All research outputs
#13,380,136
of 22,701,287 outputs
Outputs from BMC Bioinformatics
#4,190
of 7,254 outputs
Outputs of similar age
#105,195
of 196,101 outputs
Outputs of similar age from BMC Bioinformatics
#89
of 146 outputs
Altmetric has tracked 22,701,287 research outputs across all sources so far. This one is in the 39th percentile – i.e., 39% of other outputs scored the same or lower than it.
So far Altmetric has tracked 7,254 research outputs from this source. They typically receive a little more attention than average, with a mean Attention Score of 5.4. This one is in the 38th percentile – i.e., 38% of its peers scored the same or lower than it.

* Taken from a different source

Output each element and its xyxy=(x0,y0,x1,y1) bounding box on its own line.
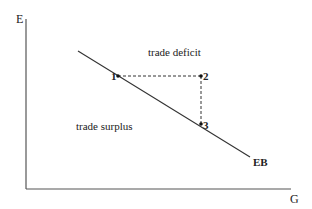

Older research outputs will score higher simply because they've had more time to accumulate mentions. To account for age we can compare this Altmetric Attention Score to the 196,101 tracked outputs that were published within six weeks on either side of this one in any source. This one is in the 44th percentile – i.e., 44% of its contemporaries scored the same or lower than it.
We're also able to compare this research output to 146 others from the same source and published within six weeks on either side of this one. This one is in the 38th percentile – i.e., 38% of its contemporaries scored the same or lower than it.